Los Angeles Times

LIVING PARALLEL LIVES Ducks’ draft picks have been best friends since before they were teens

- By Curtis Zupke

Ever since they were 12year-old teammates on a bantam team, Maxime Comtois and Antoine Morand have shared a clairvoyan­ce. In that unspoken chemistry that is unique to hockey, they clicked when put on a line together.

“I don’t have to look for him,” Comtois said. “I know he’s going to be there.”

Growing up in Quebec, the predominan­tly Frenchspea­king Canadian province, they were best friends, and their sixth sense surfaced off the ice last month before the NHL draft.

“Coming into Chicago and the weekend, we talked to each other and we said, ‘Wouldn’t it be cool if we got drafted by the same team?’ ” Morand said. “The chances were very thin, but we got lucky and we’re here together.”

In a twist of circumstan­ce

and perhaps fate, both were drafted by the Ducks, Comtois with the 50th pick and Morand with the 60th. Ten picks apart for players who grew up 10 minutes from each other, from a bantam team, Grenadiers Chateaugua­y, to the Ducks.

The two, now 18, were bombarded by French-Canadian media, but Comtois cut his scrum short.

“I stopped all my interviews to wait for him to come,” Comtois said.

The Ducks were aware of the duo’s friendship through their Eastern Canada scout Stephane Pilotte, whose son scouts junior teams in that part of the country. But Martin Madden, director of profession­al and amateur scouting for the Ducks, said the players’ compatibil­ity wasn’t a factor.

“Not at all,” Madden said. “It just happened. We liked both for different reasons.”

There’s a reason for their chemistry because both slot into familiar, ying-yang hockey types. Comtois, at 6 feet 2 and 200 pounds, has the size to play down low and in the corners at left wing. He is physical and edgy and patterns his game after defensive specialist Patrice Bergeron of the Boston Bruins, as well as Ducks center Ryan Getzlaf.

Morand, listed at 5-10 and 178 pounds, is a finesse playmaker with good hockey vision and instincts at center. They were put on the same line for the Ducks’ developmen­t camp scrimmage. Comtois wore jersey No. 53, Morand No. 54.

“We’re different on the ice,” Morand said. “We don’t have the same personalit­y, but we’re a good mix together.”

Morand said that he’s more reserved, but a quiet confidence serves him well at crucial times.

“Antoine was one of our best interviews at the combine,” Madden said. “You never know with kids facing 10 scouts in that interview room. But he showed lots of poise.”

Comtois is probably more of a type-A personalit­y. Both players are easygoing yet ambitious, and they leaned on each other when they were separated, at 16, on different teams in junior hockey. Comtois played for the Victoriavi­lle Tigres and Morand for AcadieBath­urst of the Quebec Major Junior Hockey League.

It was a new challenge at a new level, and they tackled it with the help of text messages and FaceTime chats.

“Youngest guys in the league,” Comtois said. “You have to try to kind of think the game the right way … so we stayed connected. Even last year, I had a little bit of a tough season, so I stayed connected with him. Talking about anything else than hockey just helped me to get through that.”

Projected as a potential 50-goal scorer, Comtois finished with 22 goals in 64 games last season.

He’d had a good showing for Canada in a series against Russia and at the Memorial Cup, so his slow start was a bit puzzling.

But that’s behind Comtois. He got a glimpse of the next chapter of his and Morand’s career at developmen­t camp, where they skated under the Ducks’ banners and were awed by seeing former Ducks defenseman Scott Niedermaye­r, who works in player developmen­t.

Fourteen years ago, the Ducks had enormous success with a center and wing drafted within 10 picks of each other who became synonymous with chemistry. Getzlaf was chosen 19th and Corey Perry 28th in the 2003 draft.

Both became franchise cornerston­es.

No one is harboring those kinds of aspiration­s for Comtois and Morand, but the two can dream about achieving their ultimate goal together.

“I think it’s possible that we both play in the NHL one day,” Comtois said. “If it’s not this year, we’re going to find a way to make it next year.”

 ?? Jeff Vinnick NHLI ?? CENTER ANTOINE MORAND, left, and left wing Maxime Comtois were taken by the Ducks with the 60th and 50th picks in last month’s NHL draft.
Jeff Vinnick NHLI CENTER ANTOINE MORAND, left, and left wing Maxime Comtois were taken by the Ducks with the 60th and 50th picks in last month’s NHL draft.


→ EXERCISE INSTRUCTIONS: The answer should consist of each line from the data below that includes "label".

### DATA SUPPLIED ###

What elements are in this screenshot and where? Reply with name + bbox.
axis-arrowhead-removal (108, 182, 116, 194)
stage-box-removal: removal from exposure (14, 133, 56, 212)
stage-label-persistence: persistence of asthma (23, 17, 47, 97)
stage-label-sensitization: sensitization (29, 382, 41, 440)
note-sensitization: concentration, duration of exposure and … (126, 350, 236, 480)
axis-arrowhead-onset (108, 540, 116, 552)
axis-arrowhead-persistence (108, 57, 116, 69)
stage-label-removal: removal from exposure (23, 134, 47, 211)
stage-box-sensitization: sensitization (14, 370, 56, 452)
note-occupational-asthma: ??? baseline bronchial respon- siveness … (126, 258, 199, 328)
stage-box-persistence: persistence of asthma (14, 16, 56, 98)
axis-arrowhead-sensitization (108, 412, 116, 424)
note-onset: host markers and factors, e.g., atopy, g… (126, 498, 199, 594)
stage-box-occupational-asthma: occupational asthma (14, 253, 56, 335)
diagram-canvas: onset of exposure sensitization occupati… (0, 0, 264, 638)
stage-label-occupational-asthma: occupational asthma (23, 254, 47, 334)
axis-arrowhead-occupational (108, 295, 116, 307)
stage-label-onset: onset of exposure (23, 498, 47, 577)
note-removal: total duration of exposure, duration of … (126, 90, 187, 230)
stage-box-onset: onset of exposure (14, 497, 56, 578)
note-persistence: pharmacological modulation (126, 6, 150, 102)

###

→ ANSWER SECTION:
stage-label-persistence: persistence of asthma (23, 17, 47, 97)
stage-label-sensitization: sensitization (29, 382, 41, 440)
stage-label-removal: removal from exposure (23, 134, 47, 211)
stage-label-occupational-asthma: occupational asthma (23, 254, 47, 334)
stage-label-onset: onset of exposure (23, 498, 47, 577)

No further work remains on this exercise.